Read only

History

This warning has existed in two forms across the three main linters. It was introduced in the original version of JSLint and has remained (in a way) in all three tools ever since.

  • In JSLint and JSHint the warning given is "Read only"

  • In ESLint the message has always been "{a} is a read-only native object"

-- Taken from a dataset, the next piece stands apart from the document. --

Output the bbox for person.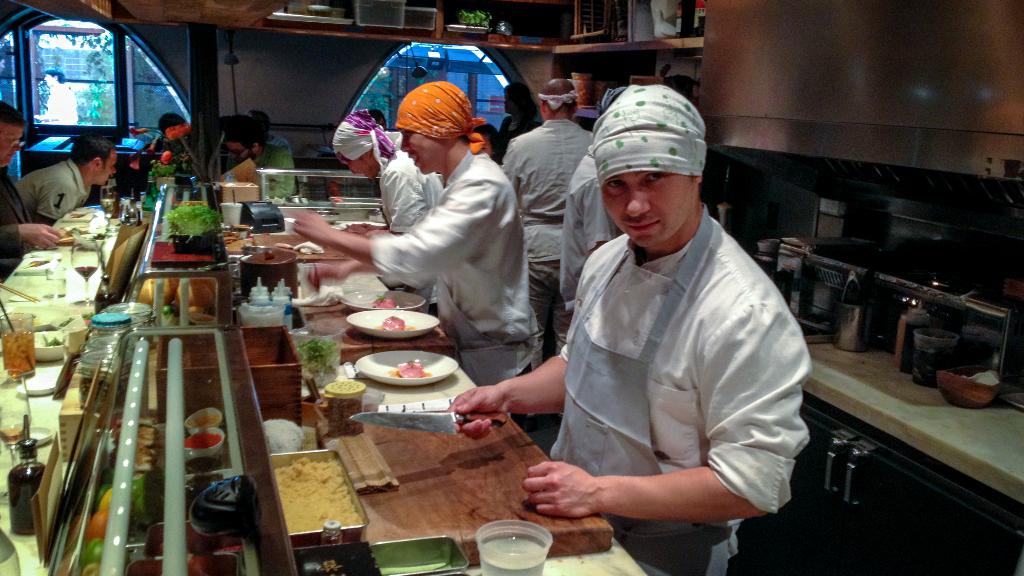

The situations that produce the warning have not changed despite changes to the text of the warning itself.

When do I get this error?

The "Read only" error, and the alternative "{a} is a read-only native object", is thrown when JSLint, JSHint or ESLint encounters assign a value to built-in native object. In the following example we attempt to overwrite the native global String constructor function:

String = function () {
    "use strict";
    return "Overwritten";
};

Between April 2013 and August 2013 JSLint also produced this message when it encountered an assignment inside a catch block to the identifer associated with that block. This message was used instead of the older "Do not assign to the exception parameter" warning. Please see the page for that message for more details. The rest of this article will apply only to the above cause. In August 2013 this functionality was removed from JSLint:

try {
    // Some code that might throw an exception
    throw new Error();
} catch (e) {
    e = 10;
}

Why do I get this error?

This error is raised to highlight a potentially dangerous piece of code. Your code may work properly if you do not fix this error, but it may be confusing to others, especially at first glance to someone quickly searching through your script, and it may break third party scripts.

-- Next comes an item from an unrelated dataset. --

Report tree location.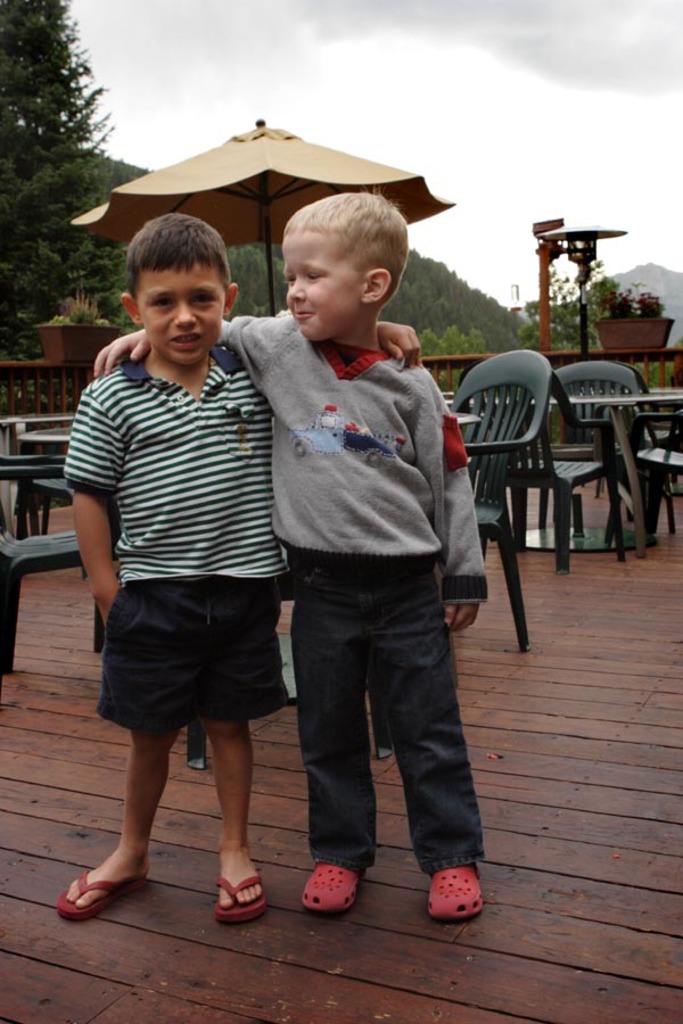
Report: (414,325,492,395).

It is perfectly valid to overwrite any of the native built-in functions, but there are limited use cases for it. JSLint and JSHint both forbid this practice completely and do not provide an option to allow it. The list of objects treated as "read only" is as follows. Each item applies to all versions of JSLint, JSHint and ESLint unless noted otherwise:

  • Array
  • Boolean
  • Date
  • decodeURI
  • decodeURIComponent
  • encodeURI
  • encodeURIComponent
  • Error
  • eval
  • EvalError
  • Function
  • hasOwnProperty (JSHint only)
  • Infinity (ESLint only)
  • isFinite
  • isNaN
  • JSON
  • Map (added to JSLint in September 2013 and to JSHint in version r11)
  • Math
  • NaN (added to JSHint in version r11, not in JSLint or ESLint)
  • Number
  • Object
  • parseInt
  • parseFloat
  • Promise (added to JSLint in September 2013, not in JSHint or ESLint)
  • Proxy (added to JSLint in September 2013, not in JSHint or ESLint)
  • RangeError
  • ReferenceError
  • Reflect (added to JSLint in September 2013, not in JSHint or ESLint)
  • RegExp
  • Set (added to JSLint in September 2013 and to JSHint in version r11)
  • String
  • Symbol (added to JSLint in September 2013, not in JSHint or ESLint)
  • SyntaxError
  • System (added to JSLint in September 2013, not in JSHint or ESLint)
  • TypeError
  • undefined (ESLint only)
  • URIError
  • WeakMap (added to JSLint in September 2013 and to JSHint in version r11)
  • WeakSet (added to JSLint in September 2013 and to JSHint in version r11)

In JSHint 1.0.0 and above you have the ability to ignore any warning with a special option syntax. The identifier of this warning is W020. This means you can tell JSHint to not issue this warning with the /*jshint -W020 */ directive.


About the author

James Allardice

This article was written by James Allardice, Software engineer at Tesco and orangejellyfish in London. Passionate about React, Node and writing clean and maintainable JavaScript. Uses linters (currently ESLint) every day to help achieve this.